In the last few weeks we’ve managed to merge several latency-related PRs. Let’s take a moment to reflect on where we are. These are times for display(plot(rand(10))) (first time) on my system:
Ok, not amazing, not instantaneous — but I am still pretty happy with this progress. We can do more. We are actively thinking about multi-threaded codegen, lazier JITing, smarter invalidations, and more micro-optimizations.
I also just quietly initiated a minor “typocalypse” (https://github.com/JuliaLang/julia/pull/36208). This is the long-promised and overly-dramatically-named event in which we intentionally make some inferred types less precise. All it does is reduce the maximum number of method matches type inference recurs into at each call site from 4 to 3. PkgEval and the test suite revealed that the impact of this is fairly minimal, but you still might see some @inferred tests start to fail. I really think we need to do this though, and here is why:
Compiler performance is very sensitive to this parameter. Reducing it to 2 or 1 is much better still for latency, but probably too dramatic a change to our inferred types to do all at once. Increasing it to 5 or 6 can easily cause builds to start to run nearly forever.
This is a really bad parameter to depend on to get the types or performance you need. If you load a package that adds another method, or somebody decides to split one method into two in a package upgrade, poof there goes your type. So it’s much better to find these cases and instead use type declarations or other code rearrangements to get the same effect. We can probably also improve inference precision in other ways (e.g. https://github.com/JuliaLang/julia/pull/36366), and those other ways are usually more efficient.
As usual, file issues if you hit problems and we can try to mitigate them.
Would you or someone else mind clarifying a bit on what is meant by “maximum number of method matches type inference recurs into at each call site”? This isn’t the same as union splitting, right?
Is this the optimization whose limit changed?
julia> struct A end; struct B end;; struct C end; struct D end; struct E end;
julia> f(::A) = 1; f(::B) = 2; f(::C) = 3; f(::D) = 4;
julia> let R = Ref{Union{A,B,C,D,E}}(A())
@btime f($R[])
end
2.250 ns (0 allocations: 0 bytes)
1
julia> f(::E) = 5;
julia> let R = Ref{Union{A,B,C,D,E}}(A())
@btime f($R[])
end
13.666 ns (0 allocations: 0 bytes)
1
Do you have any thoughts on the feasibility of having parameters like this, the union splitting limit, the tuple limit, etc. be locally modifyable? i.e. either in a block with some macro invocation or at the module level? Would the new compiler pass machinery make such an approach more possible?
Thank you and all the other compiler devs for your hard work!
@Mason Yeah, my understanding is also that it’s not union-splitting. This is more about using the method signatures existing in the method table in inference. So, I don’t think Union{A,B,C,D,E} is required for showing the difference in the behavior:
Your work in this area is extremely appreciated!!!
could you report numbers what the “typocalypse” change does with TTFP? So you reported the improvement from 19.8 to 10.9 but we are eager to hear what “typocalypse” brings us
Clarifying question: this should not affect code with concrete types (as inputs to inference) and type stable functions, correct? It is only about giving up on heroic efforts made by the compiler to infer types just becase the current state of the methods table allows it.
When an argument’s inferred type is a Union, that triggers a different path that splits the signature before looking up method matches. That’s limited by a separate parameter union_splitting, which is still 4, so we will still convert up to 4 union cases into branches. If the argument type is Any and there are 4 methods, we will not convert it to branches. Sometimes that’s also referred to as “union splitting” but it’s kind of a misnomer since there is no union.
Yes I think there will eventually be something like that. Keno and others have been working on making the compiler less stateful so it’s easier to run with different settings.
In performance-sensitive code I imagine you’ll want concrete types for everything, and in that case this should have no effect.
Sorry if this is clear, but I have very little knowledge about this. I am concern with some functions of my package SatelliteToolbox.jl. I have, for example, a function called rECEFtoECI that have a lot of definitions like:
It shouldn’t be, if the Val types are always constant. With that many methods, you were probably over the threshold already anyways, so I can’t really imagine this change making a difference here.
Oh! Thanks! I think I understand now. Every time a function like this is called, the parameters are constants. However, I saw that the PR was merged and I can test using the nightly builds.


What you will do
Please reproduce exactly the line that contains "Enumerate the UI" and every line after it through the end of the records below, adding nothing else.

Task data
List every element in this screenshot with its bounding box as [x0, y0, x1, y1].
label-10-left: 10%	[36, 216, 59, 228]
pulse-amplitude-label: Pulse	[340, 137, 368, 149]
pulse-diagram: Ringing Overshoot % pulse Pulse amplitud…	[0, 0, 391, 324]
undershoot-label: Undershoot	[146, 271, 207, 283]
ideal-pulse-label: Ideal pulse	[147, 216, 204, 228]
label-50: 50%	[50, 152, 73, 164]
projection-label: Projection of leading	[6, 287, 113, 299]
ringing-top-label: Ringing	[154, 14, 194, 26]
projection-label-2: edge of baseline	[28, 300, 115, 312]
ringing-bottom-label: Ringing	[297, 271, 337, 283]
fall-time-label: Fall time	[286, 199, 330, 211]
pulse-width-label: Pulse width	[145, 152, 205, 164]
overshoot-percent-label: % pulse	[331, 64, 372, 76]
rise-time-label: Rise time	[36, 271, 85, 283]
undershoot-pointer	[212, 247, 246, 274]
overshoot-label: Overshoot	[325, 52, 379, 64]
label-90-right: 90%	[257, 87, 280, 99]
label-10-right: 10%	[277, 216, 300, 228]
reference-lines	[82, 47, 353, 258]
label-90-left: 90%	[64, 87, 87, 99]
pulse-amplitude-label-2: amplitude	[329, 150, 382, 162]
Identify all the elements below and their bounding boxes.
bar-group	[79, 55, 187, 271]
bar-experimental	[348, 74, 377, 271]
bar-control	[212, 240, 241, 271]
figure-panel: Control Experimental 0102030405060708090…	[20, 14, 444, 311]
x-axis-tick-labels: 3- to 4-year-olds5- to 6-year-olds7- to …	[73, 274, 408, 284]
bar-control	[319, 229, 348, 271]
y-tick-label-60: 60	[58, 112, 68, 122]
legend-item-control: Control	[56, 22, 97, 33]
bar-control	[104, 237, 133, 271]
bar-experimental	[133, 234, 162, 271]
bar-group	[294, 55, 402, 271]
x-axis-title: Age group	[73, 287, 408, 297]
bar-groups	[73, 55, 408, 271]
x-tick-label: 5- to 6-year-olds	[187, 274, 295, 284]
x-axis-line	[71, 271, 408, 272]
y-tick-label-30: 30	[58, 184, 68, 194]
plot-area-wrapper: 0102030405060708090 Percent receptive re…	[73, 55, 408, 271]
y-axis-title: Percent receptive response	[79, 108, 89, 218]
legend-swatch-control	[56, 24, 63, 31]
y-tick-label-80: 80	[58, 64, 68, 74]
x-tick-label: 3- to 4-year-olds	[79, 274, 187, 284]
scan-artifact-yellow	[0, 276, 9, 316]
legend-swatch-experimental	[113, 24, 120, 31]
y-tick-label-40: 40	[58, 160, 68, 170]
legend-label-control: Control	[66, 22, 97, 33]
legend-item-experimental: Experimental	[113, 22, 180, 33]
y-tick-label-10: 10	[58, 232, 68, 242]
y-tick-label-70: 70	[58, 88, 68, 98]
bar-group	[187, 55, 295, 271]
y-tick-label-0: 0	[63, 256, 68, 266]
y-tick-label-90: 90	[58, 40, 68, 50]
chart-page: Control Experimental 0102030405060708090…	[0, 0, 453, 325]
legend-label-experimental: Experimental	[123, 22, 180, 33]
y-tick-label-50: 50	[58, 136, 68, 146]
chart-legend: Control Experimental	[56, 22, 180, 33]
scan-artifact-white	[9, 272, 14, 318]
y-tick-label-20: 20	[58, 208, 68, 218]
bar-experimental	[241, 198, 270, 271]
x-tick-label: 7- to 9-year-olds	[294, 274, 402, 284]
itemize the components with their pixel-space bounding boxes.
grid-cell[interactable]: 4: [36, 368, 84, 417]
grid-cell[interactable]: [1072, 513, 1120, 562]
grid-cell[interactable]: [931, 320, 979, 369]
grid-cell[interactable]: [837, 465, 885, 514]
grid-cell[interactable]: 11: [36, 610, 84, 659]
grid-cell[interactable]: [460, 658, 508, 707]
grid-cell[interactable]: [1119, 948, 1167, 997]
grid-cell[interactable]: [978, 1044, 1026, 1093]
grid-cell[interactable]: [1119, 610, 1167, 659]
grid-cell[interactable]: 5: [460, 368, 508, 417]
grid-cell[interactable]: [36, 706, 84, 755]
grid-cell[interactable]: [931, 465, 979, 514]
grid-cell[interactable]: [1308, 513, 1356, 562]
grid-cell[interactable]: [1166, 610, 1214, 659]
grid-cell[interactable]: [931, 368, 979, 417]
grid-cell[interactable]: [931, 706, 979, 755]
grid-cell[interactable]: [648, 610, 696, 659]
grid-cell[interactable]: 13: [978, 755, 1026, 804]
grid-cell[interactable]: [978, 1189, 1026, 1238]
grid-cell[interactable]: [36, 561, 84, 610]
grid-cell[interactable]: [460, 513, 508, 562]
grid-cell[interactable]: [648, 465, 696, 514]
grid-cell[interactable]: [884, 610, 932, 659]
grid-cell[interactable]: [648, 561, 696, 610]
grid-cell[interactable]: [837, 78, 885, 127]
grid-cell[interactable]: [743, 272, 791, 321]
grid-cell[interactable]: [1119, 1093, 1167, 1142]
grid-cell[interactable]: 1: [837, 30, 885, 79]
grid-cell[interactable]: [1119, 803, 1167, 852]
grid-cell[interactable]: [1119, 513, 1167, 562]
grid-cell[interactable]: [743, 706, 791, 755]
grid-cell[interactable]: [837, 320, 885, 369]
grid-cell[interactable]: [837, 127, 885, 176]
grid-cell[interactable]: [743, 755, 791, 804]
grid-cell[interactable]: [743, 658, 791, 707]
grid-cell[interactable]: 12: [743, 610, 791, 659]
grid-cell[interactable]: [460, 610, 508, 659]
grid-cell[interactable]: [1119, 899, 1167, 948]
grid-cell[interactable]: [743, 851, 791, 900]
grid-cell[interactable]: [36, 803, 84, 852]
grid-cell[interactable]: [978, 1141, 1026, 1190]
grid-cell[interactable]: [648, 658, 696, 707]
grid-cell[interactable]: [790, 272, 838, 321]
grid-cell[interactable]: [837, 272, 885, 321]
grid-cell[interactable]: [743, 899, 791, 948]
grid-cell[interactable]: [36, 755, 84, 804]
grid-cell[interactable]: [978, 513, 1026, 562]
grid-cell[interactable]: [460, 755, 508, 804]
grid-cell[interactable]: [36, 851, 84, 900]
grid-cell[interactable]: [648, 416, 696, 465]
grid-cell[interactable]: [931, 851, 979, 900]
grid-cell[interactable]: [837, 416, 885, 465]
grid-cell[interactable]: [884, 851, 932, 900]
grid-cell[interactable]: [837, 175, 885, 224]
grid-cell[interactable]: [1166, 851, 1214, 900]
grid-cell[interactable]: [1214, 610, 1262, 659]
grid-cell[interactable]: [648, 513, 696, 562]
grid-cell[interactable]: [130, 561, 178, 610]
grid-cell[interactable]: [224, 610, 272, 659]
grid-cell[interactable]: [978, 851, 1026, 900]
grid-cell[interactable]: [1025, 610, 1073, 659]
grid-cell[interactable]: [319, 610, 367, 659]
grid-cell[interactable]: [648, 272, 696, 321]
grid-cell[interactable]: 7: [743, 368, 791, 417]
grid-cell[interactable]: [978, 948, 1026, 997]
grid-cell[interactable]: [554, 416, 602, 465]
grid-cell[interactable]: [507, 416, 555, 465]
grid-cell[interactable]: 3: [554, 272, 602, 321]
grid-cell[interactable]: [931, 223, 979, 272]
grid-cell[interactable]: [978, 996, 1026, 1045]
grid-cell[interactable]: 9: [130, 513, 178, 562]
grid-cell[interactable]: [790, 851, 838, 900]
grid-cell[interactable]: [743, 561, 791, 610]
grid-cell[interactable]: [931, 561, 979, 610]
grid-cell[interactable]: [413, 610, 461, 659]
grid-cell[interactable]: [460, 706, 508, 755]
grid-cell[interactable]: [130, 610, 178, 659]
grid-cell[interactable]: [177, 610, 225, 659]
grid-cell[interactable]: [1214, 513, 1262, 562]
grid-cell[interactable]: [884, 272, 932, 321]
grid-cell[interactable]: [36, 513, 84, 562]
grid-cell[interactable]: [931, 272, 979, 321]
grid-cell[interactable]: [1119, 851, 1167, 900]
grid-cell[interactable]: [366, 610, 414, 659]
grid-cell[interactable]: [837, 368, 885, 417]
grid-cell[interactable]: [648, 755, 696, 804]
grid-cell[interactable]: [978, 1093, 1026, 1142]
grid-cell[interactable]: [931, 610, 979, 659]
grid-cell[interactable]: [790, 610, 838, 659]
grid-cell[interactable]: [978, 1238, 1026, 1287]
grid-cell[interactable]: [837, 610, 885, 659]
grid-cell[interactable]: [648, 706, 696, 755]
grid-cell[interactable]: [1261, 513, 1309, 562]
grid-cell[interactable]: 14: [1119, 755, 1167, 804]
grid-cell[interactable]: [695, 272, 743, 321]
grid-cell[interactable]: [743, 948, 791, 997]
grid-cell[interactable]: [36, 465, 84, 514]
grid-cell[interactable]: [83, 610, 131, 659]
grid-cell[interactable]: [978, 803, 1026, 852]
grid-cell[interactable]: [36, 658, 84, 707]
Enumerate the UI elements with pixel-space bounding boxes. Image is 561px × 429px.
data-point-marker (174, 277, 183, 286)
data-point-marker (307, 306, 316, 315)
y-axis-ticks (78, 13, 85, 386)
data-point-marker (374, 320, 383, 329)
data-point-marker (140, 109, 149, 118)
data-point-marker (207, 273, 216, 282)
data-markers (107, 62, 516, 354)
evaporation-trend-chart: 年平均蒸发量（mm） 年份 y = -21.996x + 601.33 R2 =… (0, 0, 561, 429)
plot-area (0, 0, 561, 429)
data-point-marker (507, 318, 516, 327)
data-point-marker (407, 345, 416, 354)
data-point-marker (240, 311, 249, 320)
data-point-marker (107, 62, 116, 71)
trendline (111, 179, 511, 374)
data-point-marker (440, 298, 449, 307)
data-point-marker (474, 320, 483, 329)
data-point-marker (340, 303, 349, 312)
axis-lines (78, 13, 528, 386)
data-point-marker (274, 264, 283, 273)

Task response
Enumerate the UI elements with pixel-space bounding boxes. Image is 561px × 429px.
data-point-marker (174, 277, 183, 286)
data-point-marker (307, 306, 316, 315)
y-axis-ticks (78, 13, 85, 386)
data-point-marker (374, 320, 383, 329)
data-point-marker (140, 109, 149, 118)
data-point-marker (207, 273, 216, 282)
data-markers (107, 62, 516, 354)
evaporation-trend-chart: 年平均蒸发量（mm） 年份 y = -21.996x + 601.33 R2 =… (0, 0, 561, 429)
plot-area (0, 0, 561, 429)
data-point-marker (507, 318, 516, 327)
data-point-marker (407, 345, 416, 354)
data-point-marker (240, 311, 249, 320)
data-point-marker (107, 62, 116, 71)
trendline (111, 179, 511, 374)
data-point-marker (440, 298, 449, 307)
data-point-marker (474, 320, 483, 329)
data-point-marker (340, 303, 349, 312)
axis-lines (78, 13, 528, 386)
data-point-marker (274, 264, 283, 273)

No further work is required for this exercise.